Originally researched and prepared as part of public presentations with the Racial Equity Institute
Sixty years after America declared a war on poverty, a little-appreciated measure helps explain why and where poverty persists in the country today
In January 1964, in his first State of the Union address, President Lyndon Johnson declared “unconditional war on poverty in America.” By the government’s own yardstick, much of it was won. The official poverty rate has fallen from about 19% in 1964 to a near record low of 10.6% in 2024. The safety net built in those years does even more than that headline number shows: Social Security alone now lifts more than 27 million Americans out of poverty every year, and poverty among people over 65 — close to 30% in the mid-1960s — has dropped to under 10%, a decline economists credit largely to that one program.
“Unfortunately, many Americans live on the outskirts of hope—some because of their poverty, and some because of their color, and all too many because of both. Our task is to help replace their despair with opportunity. This administration today, here and now, declares unconditional war on poverty in America. I urge this Congress and all Americans to join with me in that effort.”
— President Lyndon B. Johnson, January 8, 1964
And yet the war never quite ended. In absolute numbers, almost exactly as many Americans are poor today as when Johnson spoke: 36.1 million in 1964, and 35.9 million in 2024. The rate fell chiefly because the country added roughly 150 million residents over those six decades, not because poverty was defeated. So the more revealing questions are no longer only how many Americans are poor but why poverty has proved so persistent and where it has dug in.
But our first question has to be: what does it mean to be “poor”? While the experience will always be relative, the official count is drawn with a sharp line. A person is counted as poor if their family’s pretax cash income falls below a dollar figure called a “poverty threshold,” set for that family’s size and makeup. In 2024, that line was about $16,320 for a single adult under 65 and roughly $32,130 for a family of four; the thresholds scale with family size and are adjusted each year for inflation.
Two deliberate omissions are worth keeping in mind. The measure counts income, not wealth. So, a family that owns a home, land, or other assets but brings in little cash can still fall below the line (“land rich, cash poor,” as the saying goes in farm country), while a household with savings but a low-earning year can register as poor. Because it counts only cash, it ignores non-cash help such as food assistance and housing subsidies, which is part of why the Census Bureau publishes a second, broader gauge called the Supplemental Poverty Measure alongside the official one.
Poverty is usually measured as a count: how many people fall below the federal poverty line, and what share of the population they represent. But that number says nothing about where poor families live: whether they are scattered across neighborhoods of every income level, or clustered together in places cut off from good schools, steady jobs, and basic services.
That distinction is what researchers call concentrated poverty: the share of poor people who live in high-poverty neighborhoods. In the analysis below, a “high-poverty” census tract is one where at least 25% of residents are poor (the same threshold the federal government uses to designate a HUD Qualified Census Tract).
When poverty concentrates this way, its effects compound. As Professor of Public Policy Paul Jargowsky put it in his 2013 report for The Century Foundation, a more concentrated residential pattern means more poor children grow up going to schools that function far below middle-class ones in homes with parents and caregivers with worse access to jobs and worse health outcomes and in communities with stagnant or falling property values, disadvantages that can persist across generations.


About this task: Within the listing below, please show every line carrying the string "boundary".

Information supplied:
Content starts

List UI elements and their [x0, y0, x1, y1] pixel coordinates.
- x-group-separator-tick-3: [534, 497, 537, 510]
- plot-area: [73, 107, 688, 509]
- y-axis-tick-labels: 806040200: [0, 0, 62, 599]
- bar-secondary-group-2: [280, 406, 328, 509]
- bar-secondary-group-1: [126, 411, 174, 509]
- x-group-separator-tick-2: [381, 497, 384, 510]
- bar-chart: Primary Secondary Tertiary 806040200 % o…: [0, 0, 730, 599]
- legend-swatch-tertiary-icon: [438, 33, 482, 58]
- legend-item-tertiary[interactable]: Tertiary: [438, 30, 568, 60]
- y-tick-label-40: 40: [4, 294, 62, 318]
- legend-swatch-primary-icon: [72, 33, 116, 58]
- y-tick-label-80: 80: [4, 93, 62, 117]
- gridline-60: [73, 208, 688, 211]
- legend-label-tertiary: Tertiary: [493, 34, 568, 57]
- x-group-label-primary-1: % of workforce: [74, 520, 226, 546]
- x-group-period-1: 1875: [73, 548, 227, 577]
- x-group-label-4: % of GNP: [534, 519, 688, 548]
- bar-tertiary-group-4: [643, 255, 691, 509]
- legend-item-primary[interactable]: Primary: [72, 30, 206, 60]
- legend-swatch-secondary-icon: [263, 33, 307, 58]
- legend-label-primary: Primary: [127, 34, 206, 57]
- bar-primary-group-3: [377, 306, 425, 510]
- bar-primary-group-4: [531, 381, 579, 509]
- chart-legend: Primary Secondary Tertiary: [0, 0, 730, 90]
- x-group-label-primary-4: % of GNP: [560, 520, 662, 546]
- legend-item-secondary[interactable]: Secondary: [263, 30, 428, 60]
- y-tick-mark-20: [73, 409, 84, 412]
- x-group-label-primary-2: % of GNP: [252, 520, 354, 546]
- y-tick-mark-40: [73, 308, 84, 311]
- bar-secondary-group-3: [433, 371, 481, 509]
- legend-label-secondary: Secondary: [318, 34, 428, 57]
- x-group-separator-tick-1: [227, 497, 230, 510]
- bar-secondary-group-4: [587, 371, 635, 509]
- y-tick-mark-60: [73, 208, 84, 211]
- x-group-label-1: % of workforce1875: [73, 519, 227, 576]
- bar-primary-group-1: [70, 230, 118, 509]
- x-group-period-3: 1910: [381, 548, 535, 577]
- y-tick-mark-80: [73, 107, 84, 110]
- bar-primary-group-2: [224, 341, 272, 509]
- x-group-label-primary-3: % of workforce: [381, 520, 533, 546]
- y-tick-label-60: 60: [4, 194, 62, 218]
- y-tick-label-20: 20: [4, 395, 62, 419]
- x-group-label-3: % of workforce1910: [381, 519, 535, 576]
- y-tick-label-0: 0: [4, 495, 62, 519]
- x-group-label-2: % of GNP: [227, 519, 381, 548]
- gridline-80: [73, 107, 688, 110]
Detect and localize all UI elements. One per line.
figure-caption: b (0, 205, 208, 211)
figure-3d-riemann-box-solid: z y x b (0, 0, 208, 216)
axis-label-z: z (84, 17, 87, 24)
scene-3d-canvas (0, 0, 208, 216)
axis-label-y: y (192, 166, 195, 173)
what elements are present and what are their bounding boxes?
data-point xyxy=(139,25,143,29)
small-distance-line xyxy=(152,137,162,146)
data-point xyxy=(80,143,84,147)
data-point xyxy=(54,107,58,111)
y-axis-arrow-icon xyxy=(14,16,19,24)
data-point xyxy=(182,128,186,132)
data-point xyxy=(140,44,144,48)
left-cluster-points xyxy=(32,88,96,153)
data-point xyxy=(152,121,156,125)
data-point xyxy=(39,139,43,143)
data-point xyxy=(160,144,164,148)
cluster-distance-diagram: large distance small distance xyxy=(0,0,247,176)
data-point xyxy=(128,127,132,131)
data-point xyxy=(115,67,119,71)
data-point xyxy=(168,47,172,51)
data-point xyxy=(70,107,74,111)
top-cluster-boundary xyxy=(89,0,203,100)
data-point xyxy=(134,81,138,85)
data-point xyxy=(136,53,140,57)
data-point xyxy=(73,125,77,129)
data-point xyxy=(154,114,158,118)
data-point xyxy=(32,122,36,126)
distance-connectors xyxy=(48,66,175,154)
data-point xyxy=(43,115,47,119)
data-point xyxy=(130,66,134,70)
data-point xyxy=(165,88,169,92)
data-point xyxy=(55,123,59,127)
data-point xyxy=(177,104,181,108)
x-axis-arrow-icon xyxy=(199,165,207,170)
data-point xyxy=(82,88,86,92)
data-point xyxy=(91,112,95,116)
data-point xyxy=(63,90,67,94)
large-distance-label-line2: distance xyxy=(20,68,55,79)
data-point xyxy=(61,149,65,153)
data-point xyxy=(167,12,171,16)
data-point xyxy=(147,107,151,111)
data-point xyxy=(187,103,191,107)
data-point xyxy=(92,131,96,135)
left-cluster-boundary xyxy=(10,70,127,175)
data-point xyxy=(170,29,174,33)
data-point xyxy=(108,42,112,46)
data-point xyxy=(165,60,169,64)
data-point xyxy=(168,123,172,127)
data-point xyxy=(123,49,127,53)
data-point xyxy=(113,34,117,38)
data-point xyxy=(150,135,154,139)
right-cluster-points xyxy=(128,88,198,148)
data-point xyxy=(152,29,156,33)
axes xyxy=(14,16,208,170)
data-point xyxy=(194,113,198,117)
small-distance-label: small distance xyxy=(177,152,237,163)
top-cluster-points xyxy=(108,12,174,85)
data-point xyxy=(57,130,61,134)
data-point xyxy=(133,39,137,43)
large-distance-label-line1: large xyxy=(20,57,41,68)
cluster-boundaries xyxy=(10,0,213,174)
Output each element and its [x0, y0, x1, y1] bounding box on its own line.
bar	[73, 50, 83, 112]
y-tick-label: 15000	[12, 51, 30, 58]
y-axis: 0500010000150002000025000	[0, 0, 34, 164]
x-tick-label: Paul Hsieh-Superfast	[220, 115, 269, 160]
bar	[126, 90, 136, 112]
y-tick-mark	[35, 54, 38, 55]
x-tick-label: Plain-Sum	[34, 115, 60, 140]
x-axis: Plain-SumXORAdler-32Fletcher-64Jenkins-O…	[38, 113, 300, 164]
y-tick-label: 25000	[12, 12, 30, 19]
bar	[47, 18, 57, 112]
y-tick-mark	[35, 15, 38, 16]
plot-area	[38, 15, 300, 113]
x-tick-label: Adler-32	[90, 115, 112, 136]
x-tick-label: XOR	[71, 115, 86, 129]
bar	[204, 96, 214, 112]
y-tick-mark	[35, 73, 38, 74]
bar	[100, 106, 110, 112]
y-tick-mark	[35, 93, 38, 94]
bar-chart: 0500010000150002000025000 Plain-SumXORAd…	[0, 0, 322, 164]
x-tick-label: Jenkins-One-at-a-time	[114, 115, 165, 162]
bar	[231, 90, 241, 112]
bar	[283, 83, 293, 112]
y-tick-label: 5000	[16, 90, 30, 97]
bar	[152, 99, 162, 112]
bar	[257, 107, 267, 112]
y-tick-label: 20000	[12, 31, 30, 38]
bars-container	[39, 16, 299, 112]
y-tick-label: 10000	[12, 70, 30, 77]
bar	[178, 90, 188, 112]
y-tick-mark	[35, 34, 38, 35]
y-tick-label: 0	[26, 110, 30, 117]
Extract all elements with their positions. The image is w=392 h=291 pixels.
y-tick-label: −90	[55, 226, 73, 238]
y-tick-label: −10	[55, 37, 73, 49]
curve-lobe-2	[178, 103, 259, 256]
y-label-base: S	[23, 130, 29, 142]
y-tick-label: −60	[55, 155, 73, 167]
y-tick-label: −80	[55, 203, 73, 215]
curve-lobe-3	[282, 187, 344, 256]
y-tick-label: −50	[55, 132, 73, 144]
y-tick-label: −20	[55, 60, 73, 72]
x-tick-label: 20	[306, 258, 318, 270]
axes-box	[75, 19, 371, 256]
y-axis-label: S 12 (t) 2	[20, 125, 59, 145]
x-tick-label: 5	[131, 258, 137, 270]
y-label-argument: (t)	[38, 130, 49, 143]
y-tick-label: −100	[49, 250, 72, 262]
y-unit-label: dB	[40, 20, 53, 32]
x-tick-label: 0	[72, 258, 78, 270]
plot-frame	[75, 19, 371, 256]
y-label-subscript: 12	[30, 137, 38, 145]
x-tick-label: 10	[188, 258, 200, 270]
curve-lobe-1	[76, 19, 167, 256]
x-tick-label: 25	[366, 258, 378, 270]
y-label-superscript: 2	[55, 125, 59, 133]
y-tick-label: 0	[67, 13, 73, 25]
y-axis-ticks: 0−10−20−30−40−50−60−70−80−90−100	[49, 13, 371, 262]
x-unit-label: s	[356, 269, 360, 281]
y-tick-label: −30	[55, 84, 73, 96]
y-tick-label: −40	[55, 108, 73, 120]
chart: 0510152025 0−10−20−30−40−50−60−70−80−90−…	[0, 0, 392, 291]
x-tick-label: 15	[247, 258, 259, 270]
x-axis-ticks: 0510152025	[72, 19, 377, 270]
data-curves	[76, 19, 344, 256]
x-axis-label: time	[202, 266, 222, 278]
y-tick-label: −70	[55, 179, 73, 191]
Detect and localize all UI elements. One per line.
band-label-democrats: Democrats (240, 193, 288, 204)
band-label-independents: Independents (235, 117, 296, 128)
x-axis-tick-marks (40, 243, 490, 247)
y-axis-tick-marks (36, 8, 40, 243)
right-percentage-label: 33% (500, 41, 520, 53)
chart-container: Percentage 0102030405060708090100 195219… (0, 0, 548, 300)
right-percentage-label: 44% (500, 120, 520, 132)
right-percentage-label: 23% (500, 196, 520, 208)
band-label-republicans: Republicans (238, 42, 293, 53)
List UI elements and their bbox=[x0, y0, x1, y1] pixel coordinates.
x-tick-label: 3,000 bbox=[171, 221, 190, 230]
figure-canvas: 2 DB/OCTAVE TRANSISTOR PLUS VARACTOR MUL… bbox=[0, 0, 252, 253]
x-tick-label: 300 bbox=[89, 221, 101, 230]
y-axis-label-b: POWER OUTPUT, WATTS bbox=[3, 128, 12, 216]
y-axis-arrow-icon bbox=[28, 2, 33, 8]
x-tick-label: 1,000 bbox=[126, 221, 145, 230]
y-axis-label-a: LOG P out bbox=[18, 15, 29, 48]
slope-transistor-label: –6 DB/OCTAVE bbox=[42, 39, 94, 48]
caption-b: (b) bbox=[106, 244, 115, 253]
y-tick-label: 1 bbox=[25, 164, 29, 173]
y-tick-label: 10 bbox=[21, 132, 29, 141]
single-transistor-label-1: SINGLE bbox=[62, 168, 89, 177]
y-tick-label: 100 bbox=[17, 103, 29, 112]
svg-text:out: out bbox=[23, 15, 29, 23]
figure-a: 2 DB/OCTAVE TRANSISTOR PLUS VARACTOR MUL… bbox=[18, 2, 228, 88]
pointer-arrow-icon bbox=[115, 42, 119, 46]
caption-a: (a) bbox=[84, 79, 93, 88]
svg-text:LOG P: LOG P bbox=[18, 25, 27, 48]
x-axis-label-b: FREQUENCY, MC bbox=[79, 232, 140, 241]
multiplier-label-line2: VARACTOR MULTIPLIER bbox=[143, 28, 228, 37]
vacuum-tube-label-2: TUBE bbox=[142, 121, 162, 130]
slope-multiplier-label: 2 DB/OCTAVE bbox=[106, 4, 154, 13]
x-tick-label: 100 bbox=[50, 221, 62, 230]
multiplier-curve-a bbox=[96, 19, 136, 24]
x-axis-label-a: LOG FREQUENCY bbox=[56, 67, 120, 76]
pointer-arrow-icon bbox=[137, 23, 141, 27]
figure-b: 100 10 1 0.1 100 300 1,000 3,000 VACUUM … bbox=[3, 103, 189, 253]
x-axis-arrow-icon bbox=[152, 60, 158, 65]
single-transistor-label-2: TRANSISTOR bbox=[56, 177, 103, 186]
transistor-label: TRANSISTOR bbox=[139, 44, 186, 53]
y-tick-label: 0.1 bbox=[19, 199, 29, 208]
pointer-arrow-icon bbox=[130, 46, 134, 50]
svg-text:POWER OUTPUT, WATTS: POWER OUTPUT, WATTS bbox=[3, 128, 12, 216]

Content ends

Response below:
top-cluster-boundary xyxy=(89,0,203,100)
left-cluster-boundary xyxy=(10,70,127,175)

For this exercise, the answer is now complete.